### WHAT YOU WILL DO
Leave the pictures out and reproduce, exactly, the lines from the one with "Describe the element at coordinates (396, 232)" through the end of the entries below.

(Stored records)
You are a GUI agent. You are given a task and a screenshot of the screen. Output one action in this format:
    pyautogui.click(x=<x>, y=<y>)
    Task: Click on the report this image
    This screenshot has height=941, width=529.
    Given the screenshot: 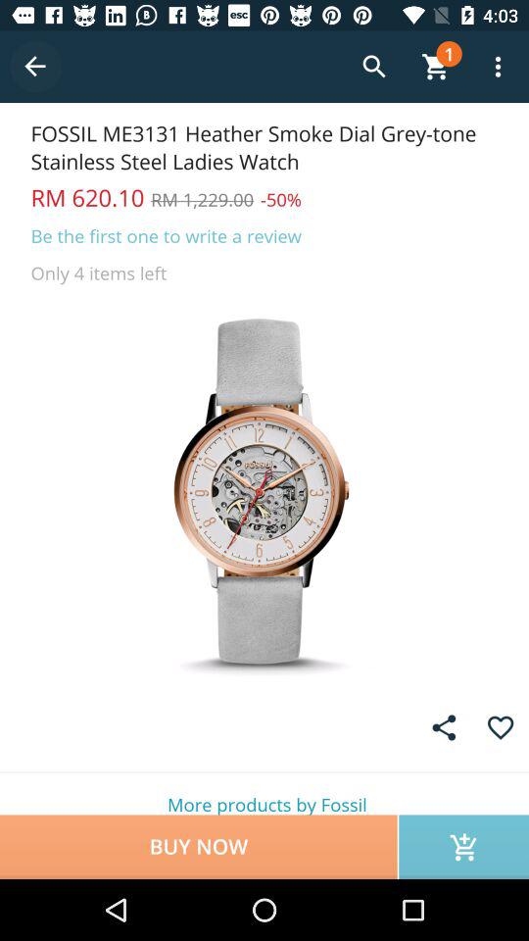 What is the action you would take?
    pyautogui.click(x=444, y=727)
    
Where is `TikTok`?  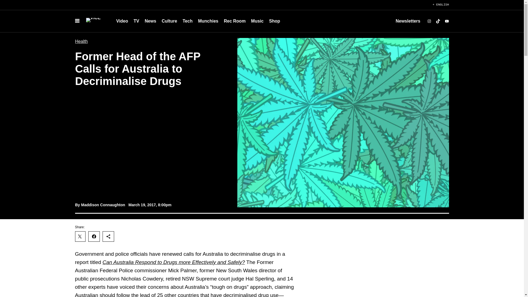
TikTok is located at coordinates (437, 21).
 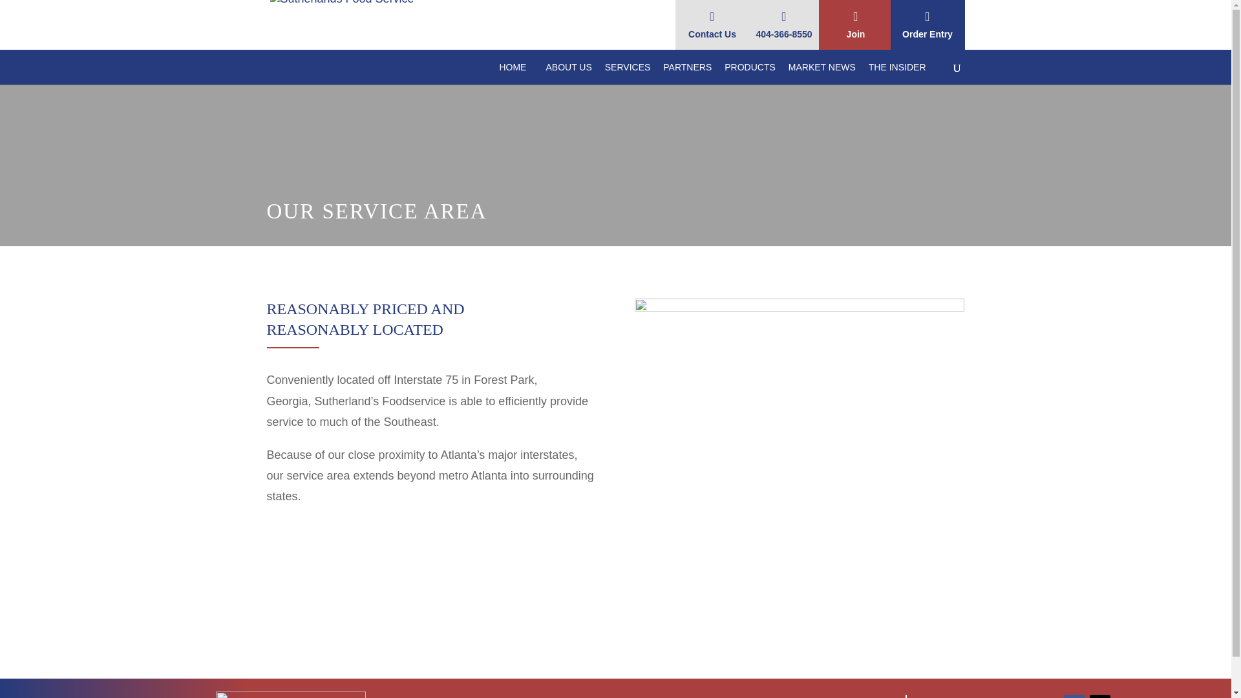 I want to click on Join, so click(x=855, y=25).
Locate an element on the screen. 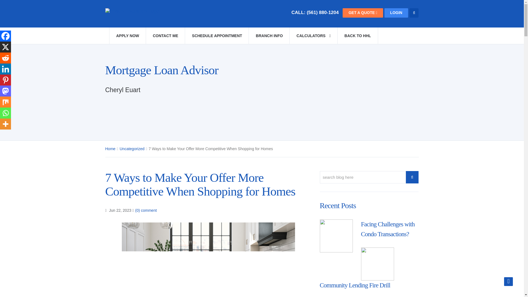  Get A Quote is located at coordinates (363, 13).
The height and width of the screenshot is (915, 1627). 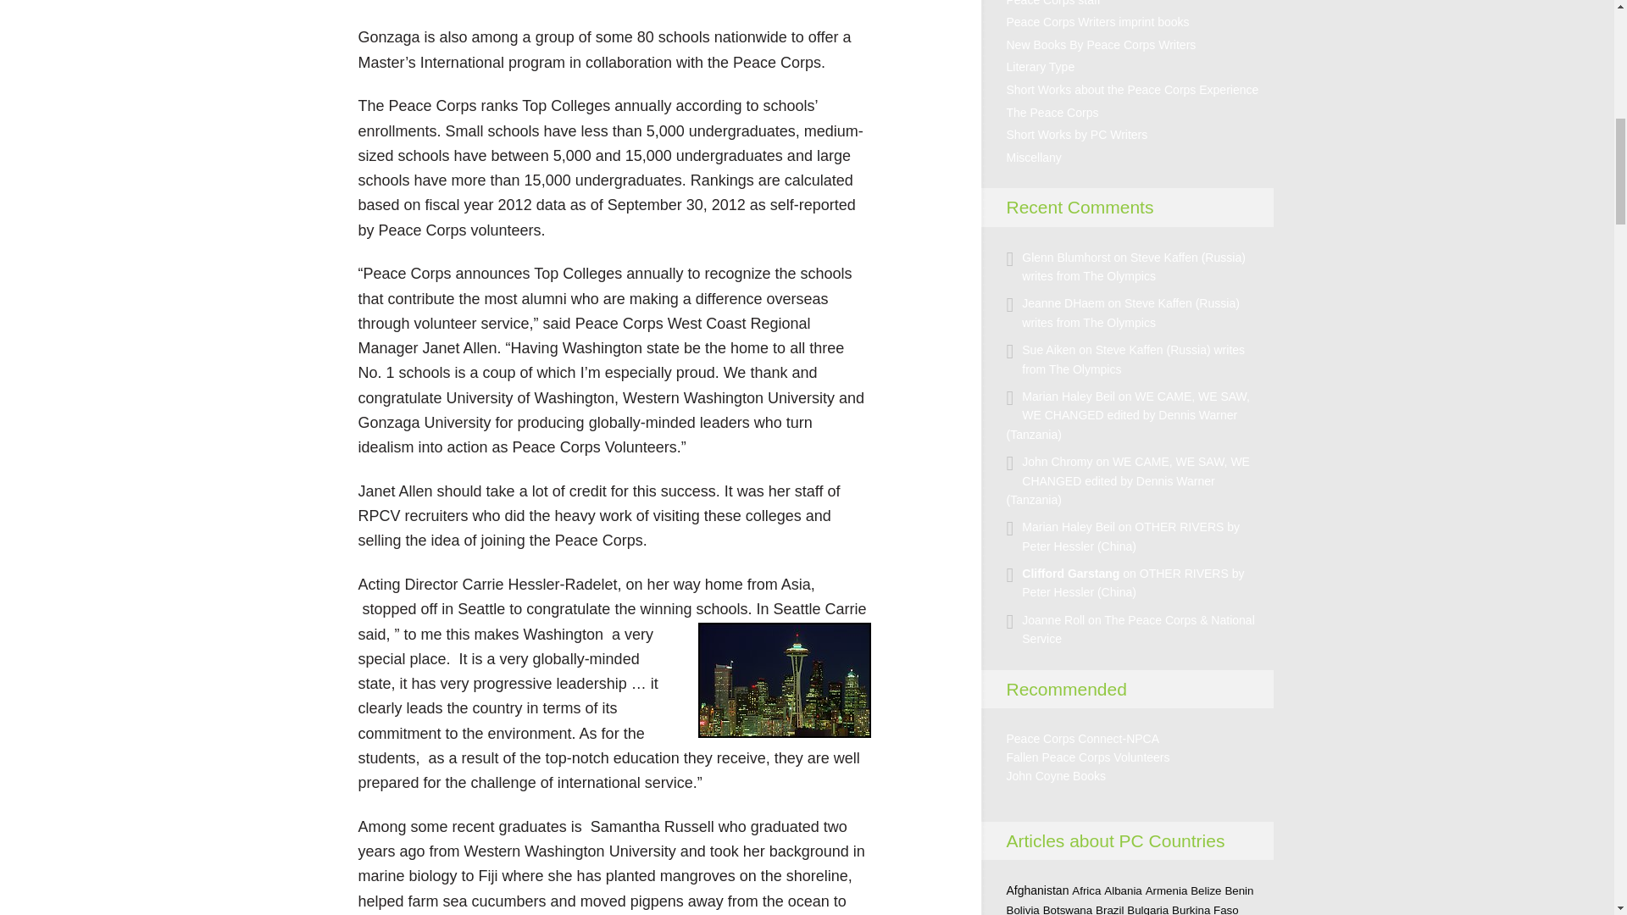 What do you see at coordinates (1054, 3) in the screenshot?
I see `Peace Corps staff` at bounding box center [1054, 3].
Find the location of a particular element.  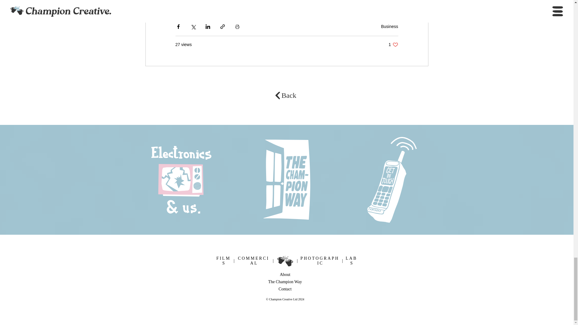

FILMS is located at coordinates (289, 95).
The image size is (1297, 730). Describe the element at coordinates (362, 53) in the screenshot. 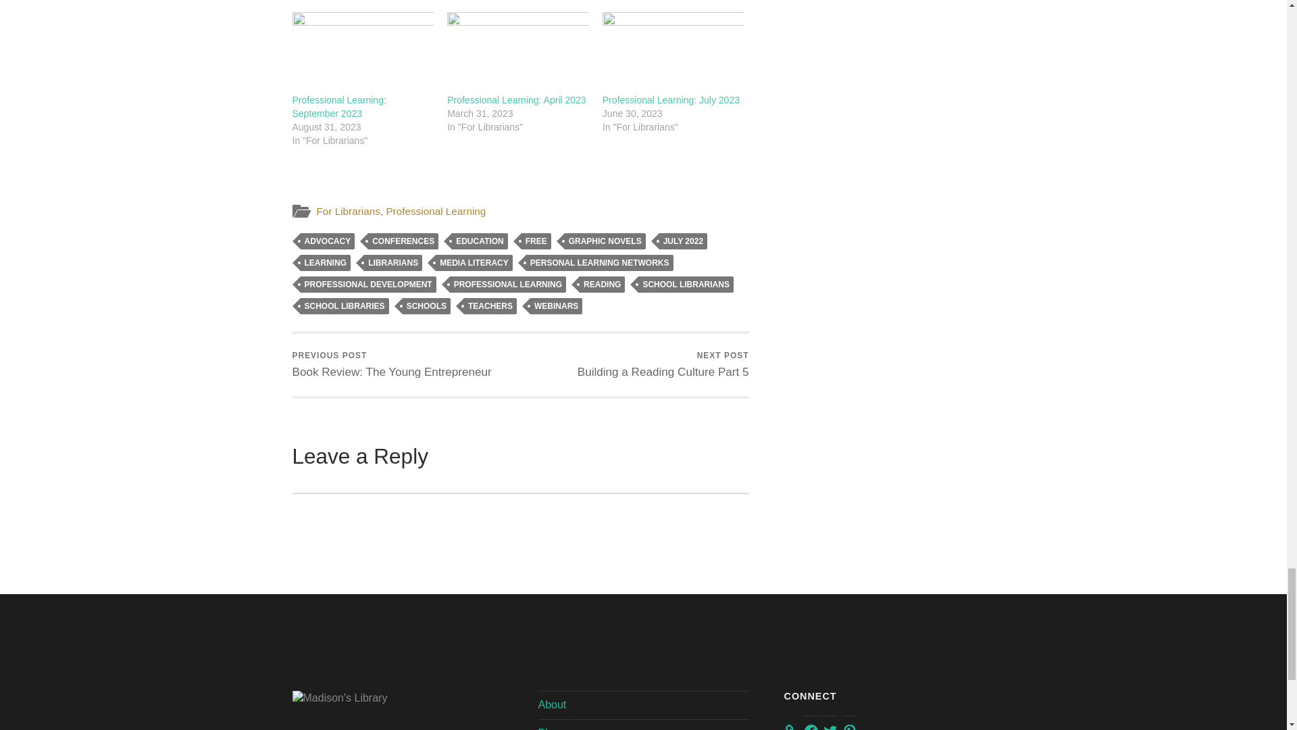

I see `Professional Learning: September 2023` at that location.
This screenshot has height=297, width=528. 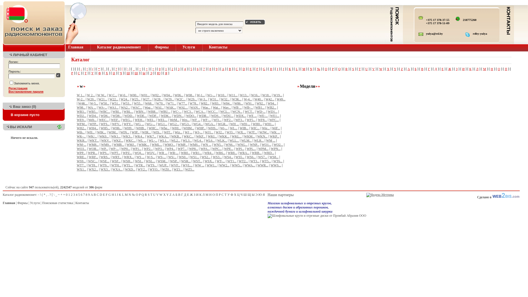 I want to click on WIS..., so click(x=157, y=132).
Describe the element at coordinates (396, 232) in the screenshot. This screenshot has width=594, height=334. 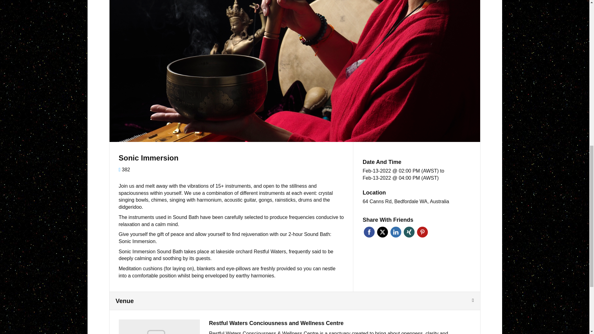
I see `Share this page on Linkedin` at that location.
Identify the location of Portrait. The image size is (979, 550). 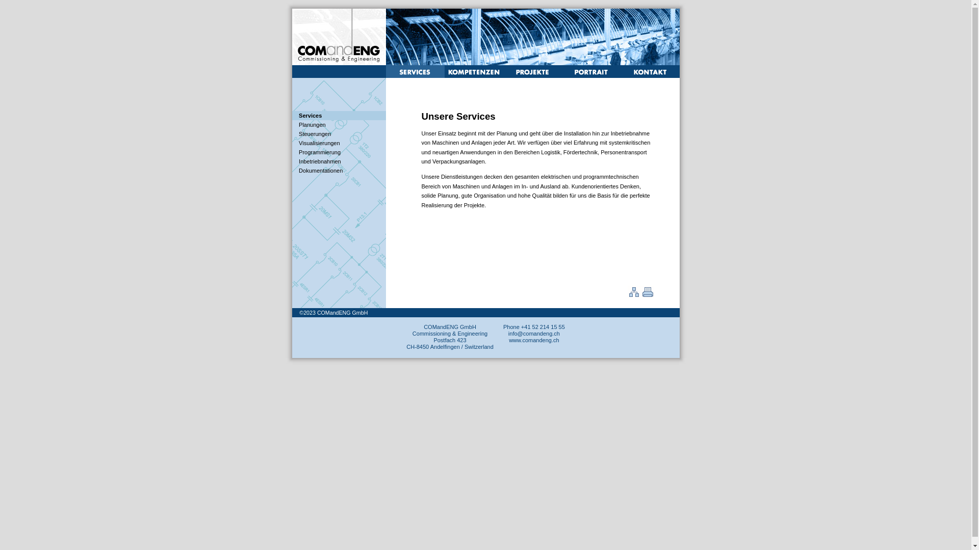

### YOUR SOLUTION
Describe the element at coordinates (396, 232) in the screenshot. This screenshot has width=594, height=334. 
I see `Share this page on Linkedin` at that location.
Identify the location of Portrait. The image size is (979, 550). 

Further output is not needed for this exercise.